"A portrait is a picture in which there is just a tiny little something not quite right about the mouth." -- John Singer Sargent

Friday, March 11, 2016

Lillian Moller Gilbreth



This 1929-30 portrait of Lillian Moller Gilbreth by Frank Herring hangs in the National Portrait  Gallery in Washington DC.
"Lillian Gilbreth had twelve children during the course of her marriage. That did not prevent her, however, from obtaining a doctorate in industrial psychology. Nor did it stop her from taking an active part in the consulting business started by her husband Frank, a pioneer in efficiency engineering. With Frank's death in 1924, Lillian took over the business, and by the 1930s she was the country's leading authority in applying workplace efficiency to home management. Among Gilbreth's most lasting achievements were her efforts to devise ways for the physically handi­capped to lead more independent lives.

Gilbreth posed for this portrait around 1930. Later her daughter Ernestine purchased the picture with royalties from Cheaper by the Dozen, the best-selling memoir that she and her brother had written about their life." -- National Portrait Gallery
Cheaper by the Dozen The Gilbreth Family

This 1948 painting by Andrew Loomis also hangs in the National Portrait Gallery.
"Frank and Lillian Gilbreth and their twelve children were the topic of the popular book Cheaper by the Dozen (1948). The Gilbreths were both professional efficiency experts who studied time and motion to improve and simplify innumerable human functions, from manual labor to household chores. Naturally, their own home in Montclair, New Jersey, became a discovery lab for better and more economical ways of doing things, from washing dishes to raking leaves. Two Gilbreth children, Frank Jr. and Ernestine, wrote the lighthearted family memoir and took the title from a favorite saying of their father, who would explain his profuse progeny as cheaper by the dozen.

This painting by Andrew Loomis was commissioned for the January 1949 issue of Ladies' Home Journal to illustrate excerpts from the new book." -- National Portrait Gallery
Engineer Girl says of Lillian Gilbreth:
"Lillian Moller Gilbreth is known as the Mother of Modern Management and America's First Lady of Engineering. She was the first female to be elected to the National Academy of Engineering."
Alexandra Lange in Slate called her "the woman who  invented the kitchen." Gilbreth is credited with the invention of the foot-pedal trash can.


> Problem to work on
Below are some records; quote exactly the lines from the one that contains "You are a GUI" through the one that contains "Task: Click on", inclusive, and no others.

> Records shown

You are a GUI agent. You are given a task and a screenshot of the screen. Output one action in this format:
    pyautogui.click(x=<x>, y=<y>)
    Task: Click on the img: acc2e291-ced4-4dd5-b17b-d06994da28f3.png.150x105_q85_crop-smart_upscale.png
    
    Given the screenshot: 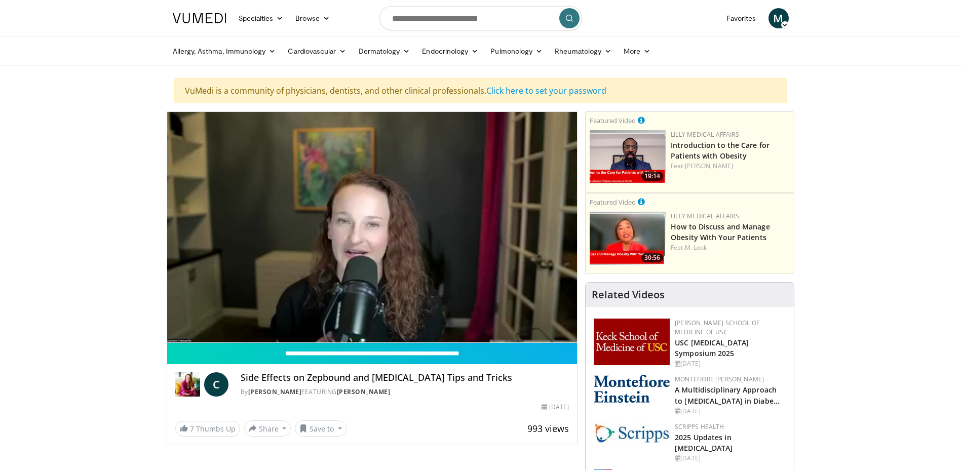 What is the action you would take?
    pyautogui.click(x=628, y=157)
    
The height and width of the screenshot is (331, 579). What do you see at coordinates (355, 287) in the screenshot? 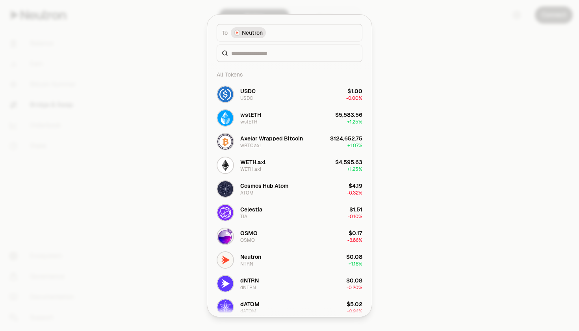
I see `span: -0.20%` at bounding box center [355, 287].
---
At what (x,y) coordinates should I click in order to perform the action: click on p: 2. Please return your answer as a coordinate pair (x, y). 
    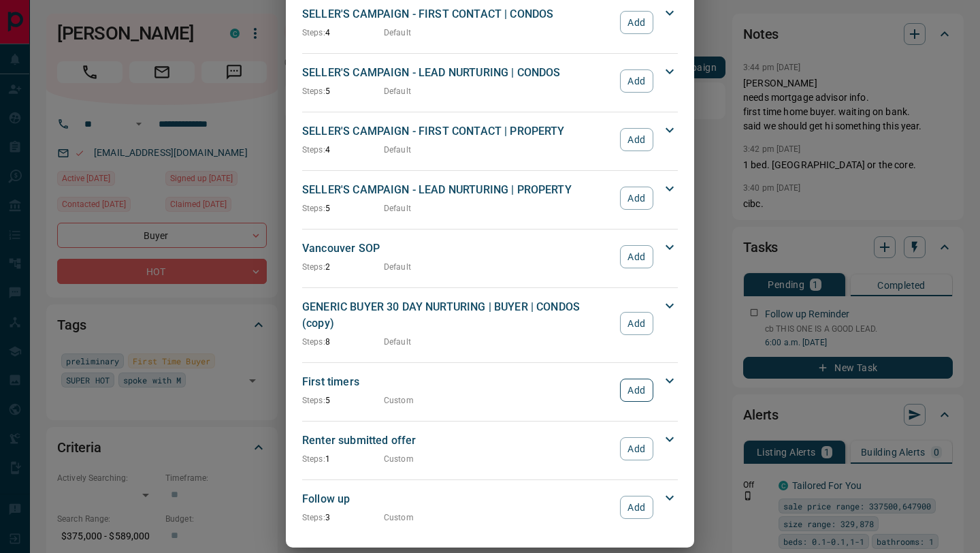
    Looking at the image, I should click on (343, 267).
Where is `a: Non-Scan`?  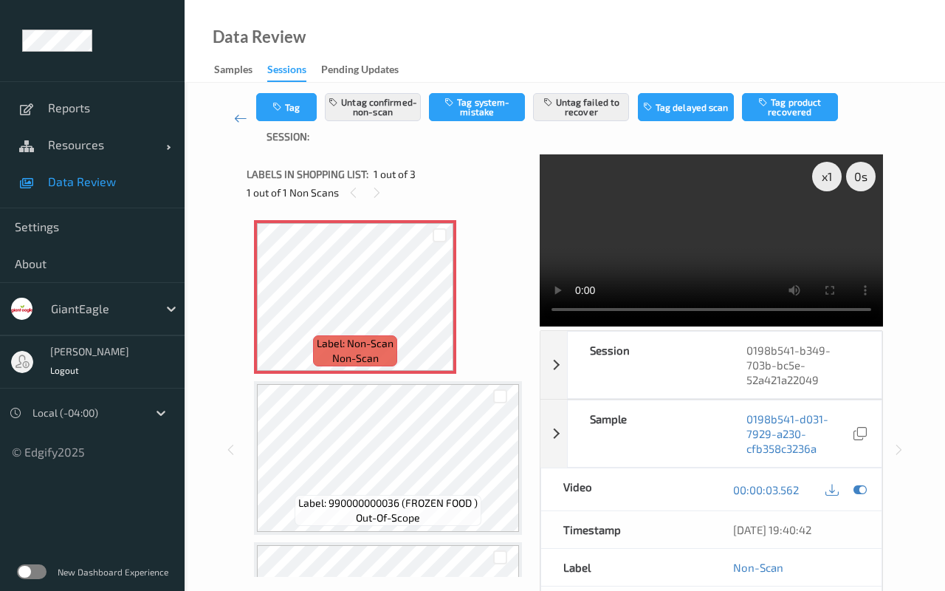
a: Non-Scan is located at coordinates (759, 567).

> Answer space
You are a GUI agent. You are given a task and a screenshot of the screen. Output one action in this format:
    pyautogui.click(x=<x>, y=<y>)
    Task: Click on the img: acc2e291-ced4-4dd5-b17b-d06994da28f3.png.150x105_q85_crop-smart_upscale.png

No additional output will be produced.